The letter A stands for living a life of Altruism, living for the sake of others, loving people just because you want to show them how wonderful they are, “just because” you want to make their day a little brighter, “just because” you want to remind them that we are here as a tapestry of God’s love. And then the letter C for me symbolizes the importance of practicing Compassion in our lives, living a life with a spirit of cooperation, with a spirit of truly standing up against violence of any sort. And in the kindness of our actions, in our loving gestures, we can express the divine in all of us. I think that we need to encourage ourselves to be a little kinder, to be a little more loving, to be a little more compassionate.
It’s interesting that the Dalai Lama explains his understanding of what his religion is all about as kindness. He said, “My religion is kindness, it’s compassion, it’s caring for somebody.” That is truly incredible. If we can practice all of these principles, then we can truly be the embodiment of Excellent human beings: excellent not just internally but excellent externally, meaning that there is a unity of what’s inside and what’s outside our heads. If we practice by living and doing what we believe in, then we ultimately become the kind of people that we want to be. We are shaping ourselves; we are becoming our own agent of change.
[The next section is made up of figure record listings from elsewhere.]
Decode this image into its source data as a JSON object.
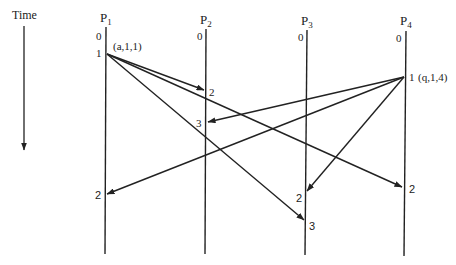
{
  "time_axis": {
    "label": "Time"
  },
  "processes": [
    {
      "id": "P1",
      "name": "P",
      "sub": "1",
      "x": 106,
      "events": [
        {
          "label": "0",
          "y": 38,
          "side": "left"
        },
        {
          "label": "1",
          "y": 53,
          "side": "left"
        },
        {
          "label": "2",
          "y": 195,
          "side": "left"
        }
      ]
    },
    {
      "id": "P2",
      "name": "P",
      "sub": "2",
      "x": 206,
      "events": [
        {
          "label": "0",
          "y": 38,
          "side": "left"
        },
        {
          "label": "2",
          "y": 92,
          "side": "right"
        },
        {
          "label": "3",
          "y": 122,
          "side": "left"
        }
      ]
    },
    {
      "id": "P3",
      "name": "P",
      "sub": "3",
      "x": 306,
      "events": [
        {
          "label": "0",
          "y": 38,
          "side": "left"
        },
        {
          "label": "2",
          "y": 192,
          "side": "left"
        },
        {
          "label": "3",
          "y": 222,
          "side": "right"
        }
      ]
    },
    {
      "id": "P4",
      "name": "P",
      "sub": "4",
      "x": 404,
      "events": [
        {
          "label": "0",
          "y": 38,
          "side": "left"
        },
        {
          "label": "1",
          "y": 77,
          "side": "right"
        },
        {
          "label": "2",
          "y": 187,
          "side": "right"
        }
      ]
    }
  ],
  "annotations": {
    "p1_message": "(a,1,1)",
    "p4_message": "(q,1,4)"
  },
  "messages": [
    {
      "from": "P1",
      "x1": 106,
      "y1": 53,
      "to": "P2",
      "x2": 206,
      "y2": 91
    },
    {
      "from": "P1",
      "x1": 106,
      "y1": 53,
      "to": "P3",
      "x2": 306,
      "y2": 221
    },
    {
      "from": "P1",
      "x1": 106,
      "y1": 53,
      "to": "P4",
      "x2": 404,
      "y2": 187
    },
    {
      "from": "P4",
      "x1": 404,
      "y1": 77,
      "to": "P2",
      "x2": 206,
      "y2": 122
    },
    {
      "from": "P4",
      "x1": 404,
      "y1": 77,
      "to": "P1",
      "x2": 106,
      "y2": 195
    },
    {
      "from": "P4",
      "x1": 404,
      "y1": 77,
      "to": "P3",
      "x2": 306,
      "y2": 192
    }
  ]
}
Depending on our unique and individual God-given gifts, it’s our duty in our lifetime to nurture them, to support them with great discipline, effort, and diligence. If you happen to be musically talented, don’t just throw it away. I would love to see you up on stage with the band one day, and maybe that will be a launching pad for you to become a phenomenal musician. Or if there are any young ladies in the audience who feel compelled to come to the pulpit, I’d gladly make room for you any day. Maybe you will become a great woman leader like Mother Theresa or Catherine Booth, the founder of the Salvation Army. Or like Harriet Tubman, the great Moses of the American African slaves. Or maybe a young boy here, like my father, will grow up to want to serve the world and make it a better place for everybody.
We’re given a wonderful thing called life, and we have only one lifetime to live it. How wonderful if we can live it not just to make ourselves famous but to raise everyone up around us so that everybody can be great.
One of the things I like to think about from time to time is this great quote by Aldous Huxley, a famous English writer. A lot of people asked him the very question “What do you think is the most effective technique to transform oneself?” He sheepishly smiled and said, “Try being just a little bit kinder.”
It’s the little kindnesses, like that e-mail I received, that just melt my heart and make me feel all warm and fuzzy. It’s the simple greetings that we can give to each other as dignified sons and daughters of God. It’s the wonderful attitude of service that we can show our parents, who take the brunt for the not-such-good parts of us when we’re growing up. Just say “thank you” every once in a while.
It’s the little things like perhaps writing a little note when you pack the lunch boxes for your children before you send them off to school, just to remind them how much you love them and how much you miss them. But better than that, even though I’m a mother myself, I like nothing more than to receive a great big bear hug from my father and mother. It’s that simple touch that says so much. If we can become more loving, more compassionate, more caring, then we can initiate this wonderful revolution of love that my father has been talking about.
I hope that you can have a wonderful Sunday and truly “rub” [love] members of your family, give them a nice bear hug, and let them know that you really love them, care for them, and appreciate them.
Have a wonderful week, and God bless you.